Thursday, February 28, 2013

Conservativism's Information Disadvatage

Conor Friedersdorf over at The Atlantic pointed out yesterday a troubling trend with many of the news organs of modern conservatism, namely they often get basic facts and predictions wrong, which in turn does their readers a great disservice: 
Americans who get their news from anti-Hagel conservatives discovered Tuesday that much of the analysis they've long been fed on this subject left them as misinformed about the likely course of events as they were about Mitt Romney's prospects for victory during Election 2012. Of course, a single nomination battle isn't nearly so consequential as a presidential election. This is nevertheless another reminder for the rank-and-file on the right: Demand better from the journalists whose work you patronize, or remain at an information disadvantage relative to consumers of a "mainstream media" that is regularly outperforming conservative journalists.
Friedersdorf has recorded a rather impressive list of conservative writers who get paid to keep their readers informed doing the exact opposite over the past few months.  One that stands out is the Washington Post's Jennifer Rubin who as early as 2010 was responding to suggestions about Hagel as a Secretary of Defense with statements like "Maybe this is a trial balloon. If it's more than that, it will go over like a lead one." And as recently as February 11th with statements like:
When a Democratic insider and top adviser to President Obama like Stephanie Cutter laughs on the Sunday shows at the prospect of defending Chuck Hagel, you know things are not going well. She essentially said that the disastrous hearing doesn't matter.
The point here is not that Rubin is a sorry excuse for a journalist and the Washington Post should be embarrassed to keep her on the pay roll, although she is and they should be, it's that this sort of coverage makes the jobs of conservative readers who are trying to stay informed about politics that much harder.  To make matter worse, when the events that other journalist have been predicting do in fact come to past, conservatives who depend on people like Rubin to stay informed must be left dumbstruck and politics becomes even more impenetrable.  Why on earth did some guy who hates Israel and wants Iran to get the Bomb get confirmed by the Senate?  The obvious answer is that Hagel doesn't have those views and since he has no personal scandals he's likely to get confirmed, like every other Secretary of Defense, but you'd never learn that from reading Rubin.  I'd wager that this is in no small part a reason for conservatives to be more prone to a lot of conspiracy theories out there.  If the economy is not improving according to Rush, even though it is according to CNN or The New York Times, the idea that people in the Government invented monthly job report numbers makes much more sense.

Ironically its conservatives themselves that should be the most outraged by things like this as in the long run it only makes their attempts to get politicians they like elected and policies they like enacted that much harder.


» **EXERCISE PROMPT**
Go through the records and extract every line with the word "ffffff".

[Opening EXTRACTED MATERIAL section]

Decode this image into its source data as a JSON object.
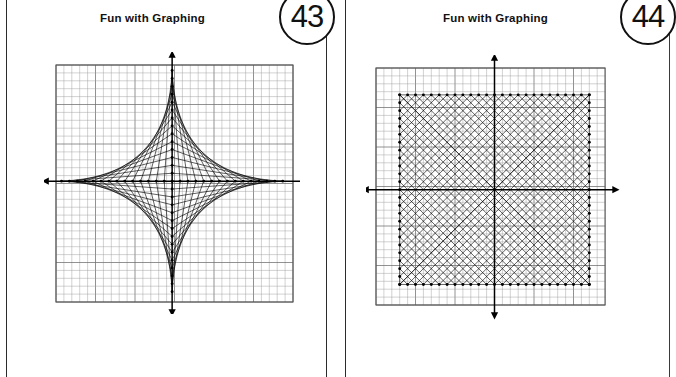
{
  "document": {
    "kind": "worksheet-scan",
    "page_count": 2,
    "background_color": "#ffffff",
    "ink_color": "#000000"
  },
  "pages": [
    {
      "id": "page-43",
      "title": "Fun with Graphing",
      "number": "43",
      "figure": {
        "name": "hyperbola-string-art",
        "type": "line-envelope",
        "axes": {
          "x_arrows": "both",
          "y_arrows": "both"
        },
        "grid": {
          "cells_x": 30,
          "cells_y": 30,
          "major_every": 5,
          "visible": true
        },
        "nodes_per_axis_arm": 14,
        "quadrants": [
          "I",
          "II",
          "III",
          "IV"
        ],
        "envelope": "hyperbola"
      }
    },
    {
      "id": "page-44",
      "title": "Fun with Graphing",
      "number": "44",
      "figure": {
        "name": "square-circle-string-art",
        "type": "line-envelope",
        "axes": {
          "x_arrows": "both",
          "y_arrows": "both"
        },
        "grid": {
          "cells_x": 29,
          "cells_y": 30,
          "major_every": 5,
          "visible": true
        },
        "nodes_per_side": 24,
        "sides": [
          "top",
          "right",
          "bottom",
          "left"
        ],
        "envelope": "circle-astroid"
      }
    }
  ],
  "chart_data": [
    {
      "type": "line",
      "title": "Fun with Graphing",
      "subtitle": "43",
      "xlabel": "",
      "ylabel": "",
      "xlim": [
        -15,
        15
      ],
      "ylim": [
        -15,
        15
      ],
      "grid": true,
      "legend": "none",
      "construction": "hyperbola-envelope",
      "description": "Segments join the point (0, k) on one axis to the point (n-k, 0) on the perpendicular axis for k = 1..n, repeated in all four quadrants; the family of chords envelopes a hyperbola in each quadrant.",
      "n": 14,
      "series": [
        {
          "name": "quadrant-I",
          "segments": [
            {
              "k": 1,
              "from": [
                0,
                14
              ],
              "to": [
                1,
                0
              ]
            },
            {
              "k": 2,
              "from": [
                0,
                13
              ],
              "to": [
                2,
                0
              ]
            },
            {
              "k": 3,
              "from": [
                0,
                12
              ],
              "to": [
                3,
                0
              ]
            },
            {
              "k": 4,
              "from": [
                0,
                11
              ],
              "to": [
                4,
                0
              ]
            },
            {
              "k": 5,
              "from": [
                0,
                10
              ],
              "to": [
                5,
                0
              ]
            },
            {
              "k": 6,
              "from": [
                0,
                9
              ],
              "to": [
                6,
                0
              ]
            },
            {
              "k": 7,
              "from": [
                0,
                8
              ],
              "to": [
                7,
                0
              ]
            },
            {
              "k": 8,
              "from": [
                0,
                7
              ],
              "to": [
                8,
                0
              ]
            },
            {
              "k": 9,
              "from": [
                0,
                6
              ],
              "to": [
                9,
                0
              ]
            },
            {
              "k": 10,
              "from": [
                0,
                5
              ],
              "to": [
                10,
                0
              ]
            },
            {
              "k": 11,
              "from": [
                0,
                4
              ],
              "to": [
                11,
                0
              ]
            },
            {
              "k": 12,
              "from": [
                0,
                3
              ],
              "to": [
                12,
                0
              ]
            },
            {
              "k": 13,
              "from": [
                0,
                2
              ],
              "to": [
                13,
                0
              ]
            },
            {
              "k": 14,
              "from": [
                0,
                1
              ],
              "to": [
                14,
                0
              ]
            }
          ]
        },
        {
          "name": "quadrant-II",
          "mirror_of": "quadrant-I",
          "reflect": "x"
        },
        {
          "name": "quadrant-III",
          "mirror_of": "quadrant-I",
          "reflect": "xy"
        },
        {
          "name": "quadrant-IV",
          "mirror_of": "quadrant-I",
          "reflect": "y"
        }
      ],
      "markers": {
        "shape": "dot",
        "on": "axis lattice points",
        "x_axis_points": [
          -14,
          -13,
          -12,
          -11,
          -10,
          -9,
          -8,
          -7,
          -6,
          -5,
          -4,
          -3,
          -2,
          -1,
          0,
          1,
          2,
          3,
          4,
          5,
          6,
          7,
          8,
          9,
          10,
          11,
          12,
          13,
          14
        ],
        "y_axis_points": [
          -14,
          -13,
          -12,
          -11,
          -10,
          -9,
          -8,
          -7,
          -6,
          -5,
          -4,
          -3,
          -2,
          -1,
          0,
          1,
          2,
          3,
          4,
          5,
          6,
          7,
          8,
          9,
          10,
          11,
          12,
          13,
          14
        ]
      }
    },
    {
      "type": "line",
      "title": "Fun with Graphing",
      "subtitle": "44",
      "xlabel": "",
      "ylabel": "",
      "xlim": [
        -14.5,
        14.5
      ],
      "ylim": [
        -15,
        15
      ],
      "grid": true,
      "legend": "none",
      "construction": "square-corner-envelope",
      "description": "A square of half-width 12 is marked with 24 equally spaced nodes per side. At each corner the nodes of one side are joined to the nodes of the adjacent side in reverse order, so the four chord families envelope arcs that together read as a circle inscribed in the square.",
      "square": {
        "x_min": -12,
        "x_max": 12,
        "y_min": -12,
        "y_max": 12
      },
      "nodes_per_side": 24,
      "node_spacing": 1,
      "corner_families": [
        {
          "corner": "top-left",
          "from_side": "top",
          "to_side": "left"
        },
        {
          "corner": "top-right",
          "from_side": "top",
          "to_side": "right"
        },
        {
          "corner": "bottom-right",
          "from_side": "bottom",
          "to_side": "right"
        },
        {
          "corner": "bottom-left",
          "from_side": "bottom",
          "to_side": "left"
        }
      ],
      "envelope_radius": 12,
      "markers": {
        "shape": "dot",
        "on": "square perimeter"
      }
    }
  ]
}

[Closing EXTRACTED MATERIAL section]
[Opening EXTRACTED MATERIAL section]

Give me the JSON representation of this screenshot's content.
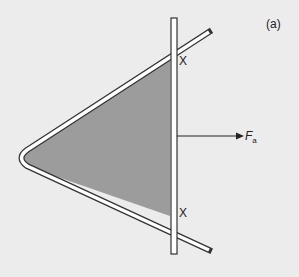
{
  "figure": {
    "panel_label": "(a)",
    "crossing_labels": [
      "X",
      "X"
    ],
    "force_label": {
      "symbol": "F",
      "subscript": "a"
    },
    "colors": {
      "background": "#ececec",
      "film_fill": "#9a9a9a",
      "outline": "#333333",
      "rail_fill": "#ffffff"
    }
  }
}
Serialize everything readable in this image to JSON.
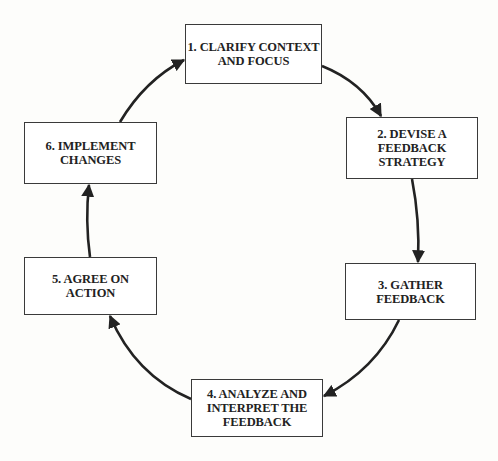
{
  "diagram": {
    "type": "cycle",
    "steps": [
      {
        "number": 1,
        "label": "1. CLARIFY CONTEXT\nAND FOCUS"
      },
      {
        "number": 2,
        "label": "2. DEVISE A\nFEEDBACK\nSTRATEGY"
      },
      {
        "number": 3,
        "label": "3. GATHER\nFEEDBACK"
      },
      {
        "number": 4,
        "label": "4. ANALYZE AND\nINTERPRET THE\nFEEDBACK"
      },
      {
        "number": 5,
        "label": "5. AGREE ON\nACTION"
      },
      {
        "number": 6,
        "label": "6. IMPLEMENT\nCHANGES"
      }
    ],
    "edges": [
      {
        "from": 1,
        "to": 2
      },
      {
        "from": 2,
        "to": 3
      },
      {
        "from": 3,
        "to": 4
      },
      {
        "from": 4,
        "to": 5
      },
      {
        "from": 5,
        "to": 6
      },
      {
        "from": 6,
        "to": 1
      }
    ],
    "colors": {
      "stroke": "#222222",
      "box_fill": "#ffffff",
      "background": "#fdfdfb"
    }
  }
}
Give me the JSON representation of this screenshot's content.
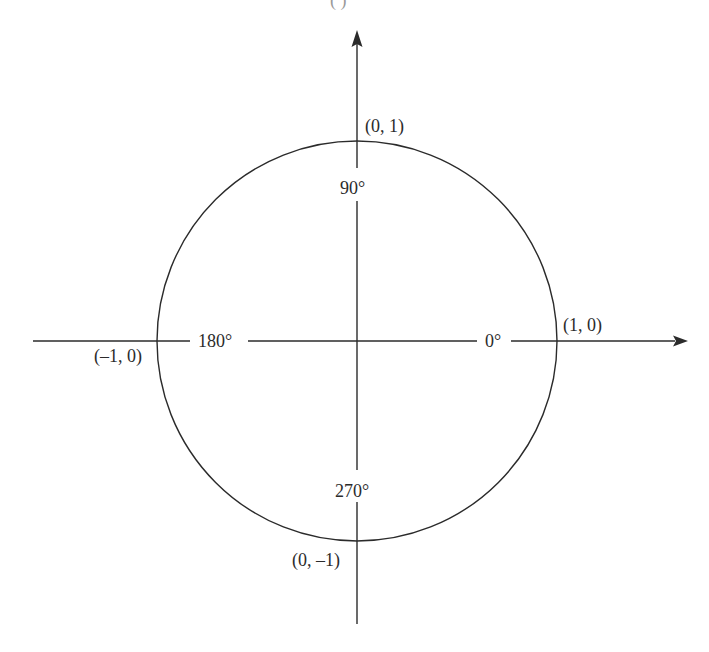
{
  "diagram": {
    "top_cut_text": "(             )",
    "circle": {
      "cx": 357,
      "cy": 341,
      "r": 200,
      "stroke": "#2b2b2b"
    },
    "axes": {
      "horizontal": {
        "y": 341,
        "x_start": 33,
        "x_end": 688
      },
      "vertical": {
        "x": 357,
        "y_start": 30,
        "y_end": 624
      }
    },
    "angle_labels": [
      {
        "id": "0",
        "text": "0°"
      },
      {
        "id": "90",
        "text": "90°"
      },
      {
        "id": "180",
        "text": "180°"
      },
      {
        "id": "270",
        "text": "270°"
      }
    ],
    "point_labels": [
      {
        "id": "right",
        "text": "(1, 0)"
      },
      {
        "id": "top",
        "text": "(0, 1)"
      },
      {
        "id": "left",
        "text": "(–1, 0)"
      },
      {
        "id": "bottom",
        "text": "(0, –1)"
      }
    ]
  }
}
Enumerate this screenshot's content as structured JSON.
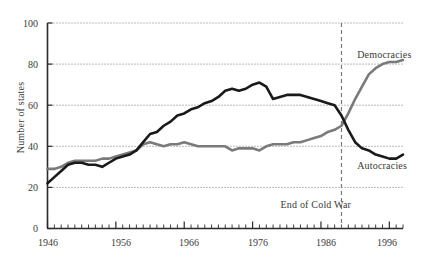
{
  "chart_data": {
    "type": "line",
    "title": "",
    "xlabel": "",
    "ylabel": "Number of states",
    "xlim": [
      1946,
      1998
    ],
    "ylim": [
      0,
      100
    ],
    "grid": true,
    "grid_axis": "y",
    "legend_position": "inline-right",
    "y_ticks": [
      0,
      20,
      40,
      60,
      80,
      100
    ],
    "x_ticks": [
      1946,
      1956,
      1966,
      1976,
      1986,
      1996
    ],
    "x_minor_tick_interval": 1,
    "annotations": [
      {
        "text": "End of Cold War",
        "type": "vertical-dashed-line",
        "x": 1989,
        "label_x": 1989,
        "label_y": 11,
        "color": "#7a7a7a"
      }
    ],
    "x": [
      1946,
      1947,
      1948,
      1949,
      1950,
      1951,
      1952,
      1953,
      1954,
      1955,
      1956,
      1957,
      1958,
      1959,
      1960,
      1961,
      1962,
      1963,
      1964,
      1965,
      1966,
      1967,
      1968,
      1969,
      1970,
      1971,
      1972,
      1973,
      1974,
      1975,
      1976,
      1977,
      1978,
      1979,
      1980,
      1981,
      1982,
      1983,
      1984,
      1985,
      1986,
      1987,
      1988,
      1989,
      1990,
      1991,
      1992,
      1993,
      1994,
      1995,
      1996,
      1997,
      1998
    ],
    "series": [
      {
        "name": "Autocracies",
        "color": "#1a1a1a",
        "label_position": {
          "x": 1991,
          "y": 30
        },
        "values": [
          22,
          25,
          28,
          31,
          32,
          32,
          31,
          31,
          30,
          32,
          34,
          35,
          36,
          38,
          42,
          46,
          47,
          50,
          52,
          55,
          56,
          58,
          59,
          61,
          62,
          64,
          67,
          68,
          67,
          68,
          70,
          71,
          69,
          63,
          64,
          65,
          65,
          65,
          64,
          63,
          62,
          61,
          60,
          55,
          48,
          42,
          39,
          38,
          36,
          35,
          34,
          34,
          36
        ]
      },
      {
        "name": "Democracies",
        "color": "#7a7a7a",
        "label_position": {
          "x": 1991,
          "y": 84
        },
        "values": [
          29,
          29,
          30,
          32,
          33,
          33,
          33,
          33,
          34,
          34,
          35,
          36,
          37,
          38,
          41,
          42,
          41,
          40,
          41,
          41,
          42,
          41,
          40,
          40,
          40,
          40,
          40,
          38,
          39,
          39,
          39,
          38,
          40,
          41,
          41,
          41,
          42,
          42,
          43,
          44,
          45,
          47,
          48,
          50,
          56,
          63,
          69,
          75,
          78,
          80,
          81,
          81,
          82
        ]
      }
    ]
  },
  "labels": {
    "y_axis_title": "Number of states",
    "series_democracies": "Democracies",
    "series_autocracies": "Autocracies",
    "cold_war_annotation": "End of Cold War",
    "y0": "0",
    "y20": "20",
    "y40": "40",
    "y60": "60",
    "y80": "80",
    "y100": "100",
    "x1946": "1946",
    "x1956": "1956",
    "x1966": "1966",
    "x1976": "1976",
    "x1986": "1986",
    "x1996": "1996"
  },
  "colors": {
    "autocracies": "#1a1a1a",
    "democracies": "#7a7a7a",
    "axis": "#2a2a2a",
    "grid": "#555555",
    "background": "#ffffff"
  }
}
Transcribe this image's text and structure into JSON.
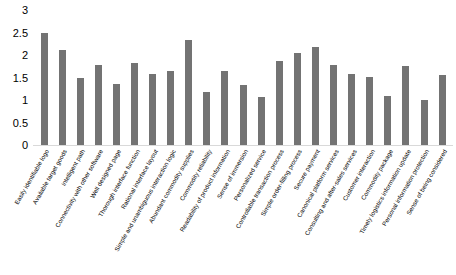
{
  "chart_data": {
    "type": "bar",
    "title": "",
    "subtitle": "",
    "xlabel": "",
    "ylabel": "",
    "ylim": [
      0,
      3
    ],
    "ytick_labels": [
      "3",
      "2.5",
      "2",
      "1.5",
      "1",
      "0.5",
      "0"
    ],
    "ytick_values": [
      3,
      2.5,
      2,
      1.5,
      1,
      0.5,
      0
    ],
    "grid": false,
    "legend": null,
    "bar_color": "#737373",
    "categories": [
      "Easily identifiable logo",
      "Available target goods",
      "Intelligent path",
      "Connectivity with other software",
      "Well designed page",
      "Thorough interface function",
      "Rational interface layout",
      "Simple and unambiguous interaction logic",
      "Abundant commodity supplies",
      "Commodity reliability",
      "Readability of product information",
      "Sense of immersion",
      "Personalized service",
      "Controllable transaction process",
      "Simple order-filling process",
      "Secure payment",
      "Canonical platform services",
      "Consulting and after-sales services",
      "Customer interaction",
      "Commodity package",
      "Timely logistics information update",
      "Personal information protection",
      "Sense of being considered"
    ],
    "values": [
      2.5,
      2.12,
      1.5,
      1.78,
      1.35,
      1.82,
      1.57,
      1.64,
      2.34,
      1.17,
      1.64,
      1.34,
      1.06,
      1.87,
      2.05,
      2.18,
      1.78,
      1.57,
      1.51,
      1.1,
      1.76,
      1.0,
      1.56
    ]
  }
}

[Closing EXTRACTED MATERIAL section]

» **PROBLEM SOLUTION**
    "background_color": "#ffffff",
      "rail_fill": "#ffffff"
      "box_fill": "#ffffff",
    "background": "#ffffff"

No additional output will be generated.